Mr. Semple, a reporter and an editor for The Times from 1963 to 2018, writes about the environment for the editorial board. He won the Pulitzer Prize for editorial writing in 1996.
“Compared with the United Nations climate change summit in Egypt in November, the U.N. biodiversity conference held in Montreal this month may have seemed distinctly minor league.
There were no heads of state, save Canada’s. The proceedings generated few front-page headlines and little play on the evening news. Yet the issue confronting delegates from nearly 200 nations who are parties to the 1992 Convention on Biological Diversity was nothing less than what many scientists believe to be a planetary emergency: the alarming decline of biodiversity, which threatens the world’s food and water supplies.
This is an emergency, not incidentally, inextricably tied up with global warming. And what the conference ended up agreeing to was also significant: an ambitious pledge to protect nearly one-third of the planet’s land and oceans by 2030, a strategy whose shorthand is 30×30.”
” . . . . Second, Mr. Biden should press the Agriculture and Interior Departments to complete inventories of old-growth and mature forests and recommend protections in those deemed worthy of protection, much like the Tongass. If there is one alpha culprit in biodiversity loss, it is the clearing of forests and wetlands for farms to feed an exploding world population and, to a lesser extent, to produce biofuels. According to some estimates, the world’s natural forests are home to at least two-thirds of the world’s species. Intact forests also absorb and store enormous amounts of carbon, so preserving them assists not only the species that live there but also the struggle against climate change.”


Task requirements — The response must consist of each line in the listing that has the word "PatientKey" in it.
═════ Supplied data ═════
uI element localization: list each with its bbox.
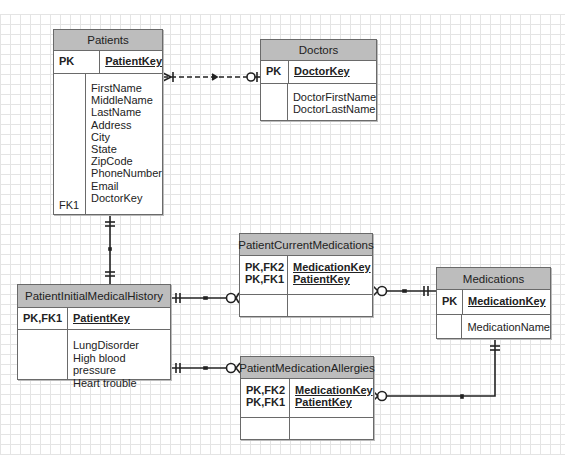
attribute: Heart trouble <box>73 377 170 390</box>
entity-title: PatientInitialMedicalHistory <box>18 285 170 308</box>
attribute: Email <box>91 180 162 192</box>
rel-history-medication-allergies[interactable] <box>170 363 240 373</box>
primary-key-field: PatientKey <box>73 312 170 324</box>
attribute: MiddleName <box>91 94 162 106</box>
primary-key-field: PatientKey <box>105 55 162 67</box>
rel-medications-medication-allergies[interactable] <box>373 338 500 401</box>
primary-key-field: PatientKey <box>293 273 372 285</box>
key-label: PK,FK1 <box>18 308 68 329</box>
primary-key-field: MedicationKey <box>295 384 373 396</box>
attribute: FirstName <box>91 82 162 94</box>
attribute: DoctorFirstName <box>293 91 376 103</box>
key-label: PK,FK2 <box>245 261 287 273</box>
key-label: PK <box>261 61 289 83</box>
key-label: PK <box>437 290 463 314</box>
attribute: DoctorLastName <box>293 103 376 115</box>
rel-patients-history[interactable] <box>105 214 115 284</box>
entity-patients[interactable]: Patients PK PatientKey FK1 FirstName Mid… <box>53 29 163 215</box>
fk-label: FK1 <box>59 199 79 211</box>
attribute: PhoneNumber <box>91 167 162 179</box>
entity-medications[interactable]: Medications PK MedicationKey MedicationN… <box>436 267 551 339</box>
rel-medications-current-medications[interactable] <box>373 286 436 296</box>
attribute: LungDisorder <box>73 339 170 352</box>
entity-title: Doctors <box>261 40 376 61</box>
attribute: State <box>91 143 162 155</box>
attribute: DoctorKey <box>91 192 162 204</box>
key-label: PK,FK2 <box>246 384 289 396</box>
entity-title: PatientMedicationAllergies <box>241 357 373 379</box>
attribute: LastName <box>91 106 162 118</box>
primary-key-field: MedicationKey <box>468 295 550 307</box>
key-label: PK,FK1 <box>246 396 289 408</box>
attribute: MedicationName <box>467 321 550 333</box>
primary-key-field: PatientKey <box>295 396 373 408</box>
attribute: City <box>91 131 162 143</box>
entity-doctors[interactable]: Doctors PK DoctorKey DoctorFirstName Doc… <box>260 39 377 121</box>
rel-history-current-medications[interactable] <box>170 293 239 303</box>
entity-patient-medication-allergies[interactable]: PatientMedicationAllergies PK,FK2 PK,FK1… <box>240 356 374 440</box>
key-label: PK,FK1 <box>245 273 287 285</box>
primary-key-field: MedicationKey <box>293 261 372 273</box>
entity-title: Patients <box>54 30 162 51</box>
attribute: Address <box>91 119 162 131</box>
key-label: PK <box>54 51 100 73</box>
entity-patient-initial-medical-history[interactable]: PatientInitialMedicalHistory PK,FK1 Pati… <box>17 284 171 380</box>
primary-key-field: DoctorKey <box>294 65 376 77</box>
entity-patient-current-medications[interactable]: PatientCurrentMedications PK,FK2 PK,FK1 … <box>239 233 373 317</box>
attribute: ZipCode <box>91 155 162 167</box>
entity-title: Medications <box>437 268 550 290</box>
rel-patients-doctors[interactable] <box>163 72 260 82</box>
attribute: High blood pressure <box>73 352 170 377</box>
entity-title: PatientCurrentMedications <box>240 234 372 256</box>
═════
Reply to the task —
primary-key-field: PatientKey <box>73 312 170 324</box>
primary-key-field: PatientKey <box>105 55 162 67</box>
primary-key-field: PatientKey <box>293 273 372 285</box>
entity-patients[interactable]: Patients PK PatientKey FK1 FirstName Mid… <box>53 29 163 215</box>
primary-key-field: PatientKey <box>295 396 373 408</box>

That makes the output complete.